Speaker Nancy Pelosi, D-Calif., and Biden’s Democratic Party control the House. Democrats will gain a narrow Senate majority this month when Senators-elect Raphael Warnock and Jon Ossoff from Georgia are sworn in. Vice President-elect Kamala Harris will hold a tiebreaking vote in the 50-50 Senate.
The slim Democratic majorities in both chambers could create some headaches for Biden.
The House can pass bills with a simple majority of 218 votes in a full chamber. Democrats now hold 222 seats. However, the number will temporarily drop to 219 when three Democrats — Cedric Richmond of Louisiana, Marcia Fudge of Ohio and Deb Haaland of New Mexico — join Biden’s administration.
It will leave Democrats a thin margin for error to pass legislation. The party will either have to win support from all of its members or earn Republican votes to approve a coronavirus aid package.
Biden aims to pass his relief plan with bipartisan support, a person familiar with the transition team’s thinking confirmed to CNBC. GOP backing could prove even more important in the Senate. A bill would need support from all Democrats and 10 Republicans unless Democrats opt to use a procedure called budget reconciliation to pass it with a majority.
Using the process could limit what Democrats can put in a bill, because it applies only to revenue and spending measures. It could also take longer to approve legislation through reconciliation.
In addition, the Senate has to decide how much time it can devote to pandemic aid as it considers whether to convict Trump on charges of inciting an insurrection and moves to confirm Biden’s Cabinet. McConnell said Wednesday that he would not start the president’s trial until Tuesday — the day before Biden’s inauguration — at the earliest. Trump’s first impeachment trial last year took about three weeks.
In a statement Wednesday, Biden said he hopes the Senate can juggle all of those responsibilities at the same time.
“This nation also remains in the grip of a deadly virus and a reeling economy,” he said after the House impeached Trump. “I hope that the Senate leadership will find a way to deal with their Constitutional responsibilities on impeachment while also working on the other urgent business of this nation.”
Make-or-break relief provisions
Congress approved a bipartisan $900 billion aid plan last month. Biden called it a “down payment.”
Congressional Democrats said it did not go far enough to help jobless Americans struggling to afford food and housing. But many Republicans will not want to spend more federal money soon after voting for the last package.

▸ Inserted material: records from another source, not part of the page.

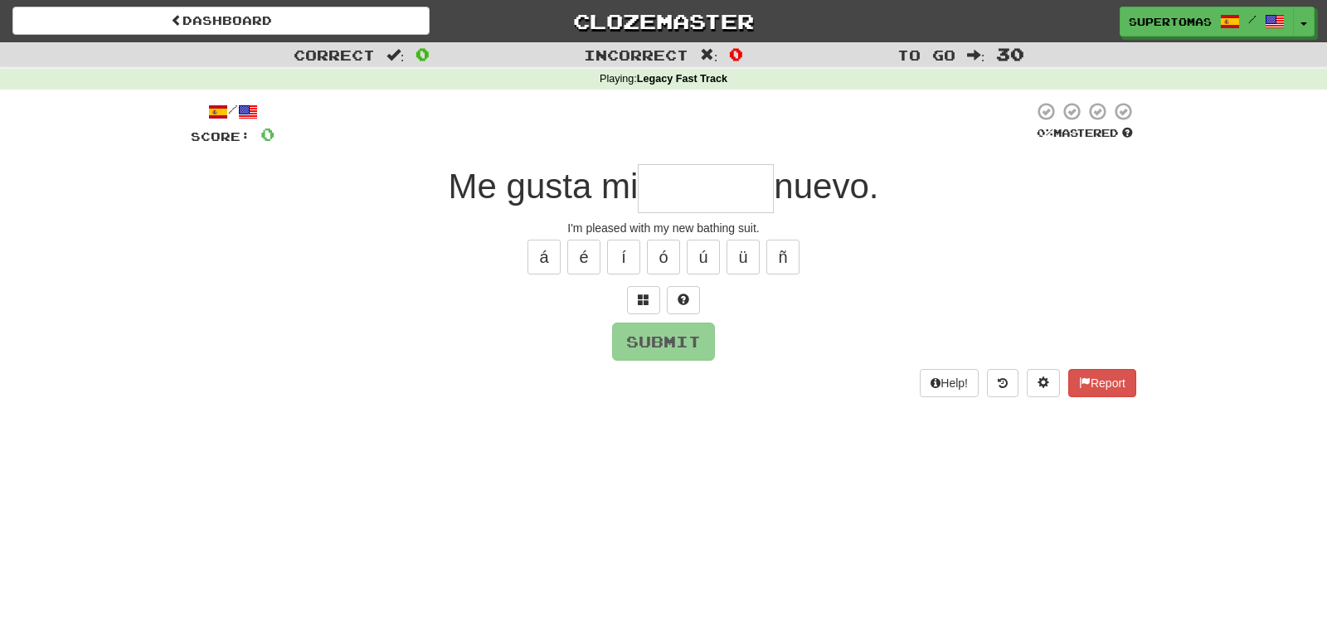 The image size is (1327, 636). Describe the element at coordinates (826, 186) in the screenshot. I see `span: nuevo.` at that location.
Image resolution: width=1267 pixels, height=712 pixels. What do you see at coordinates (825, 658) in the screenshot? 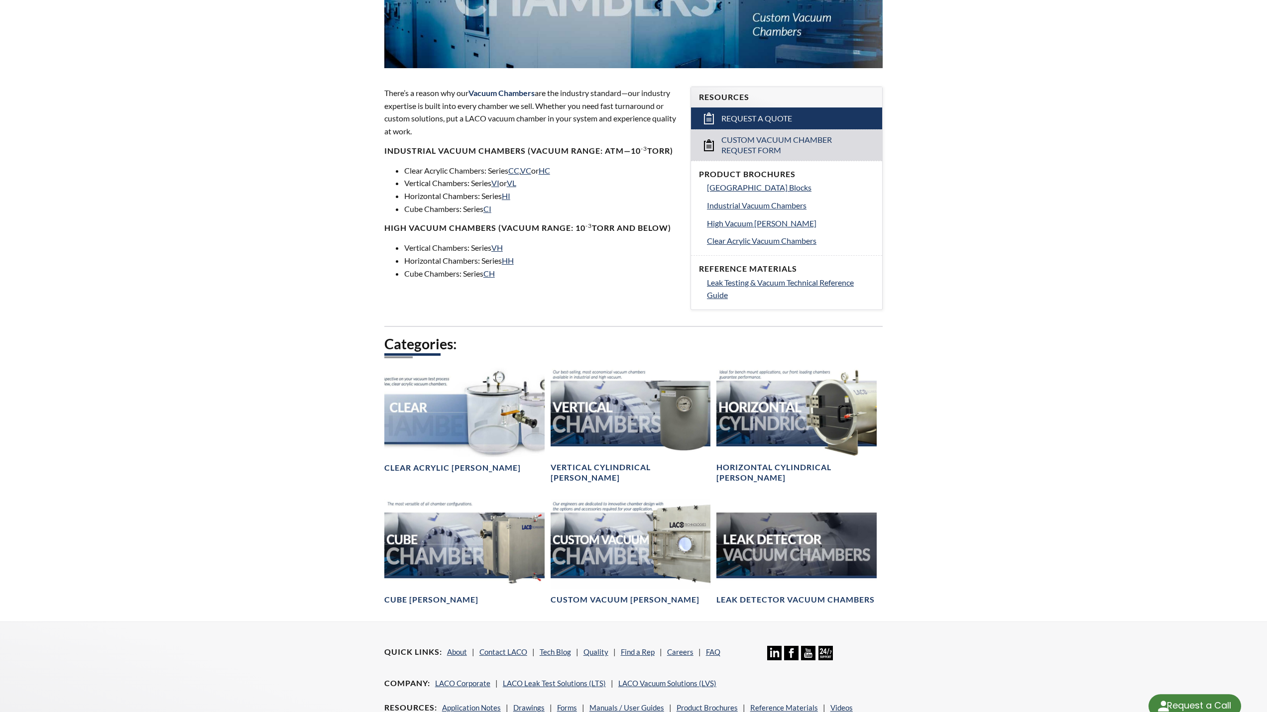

The bill, which came about months after Congress let pandemic-era financial lifelines for individuals and businesses collapse over the summer, included a $300 per week unemployment insurance boost through mid-March. It extended pandemic-era expansions of jobless benefits.
It sent payments of $600, plus the same amount for every child, to most Americans. It also put more than $300 billion into small business support, more than $8 billion into vaccine distribution and $25 billion into rental assistance.
Biden is expected to call for $2,000 checks as part of his plan. He is also set to call to extend pandemic-era unemployment support, send more relief to state and local governments and put more money into the country’s lackluster Covid-19 vaccine distribution effort. A Biden proposal may also include funding for schools and small businesses, along with an expansion of the child tax credit.
The Democratic-held House passed a bill in December to boost the payments in the year-end package to $2,000. Senate Minority Leader Chuck Schumer, D-N.Y., considers sending more money to Americans a top priority when his party takes control of the chamber.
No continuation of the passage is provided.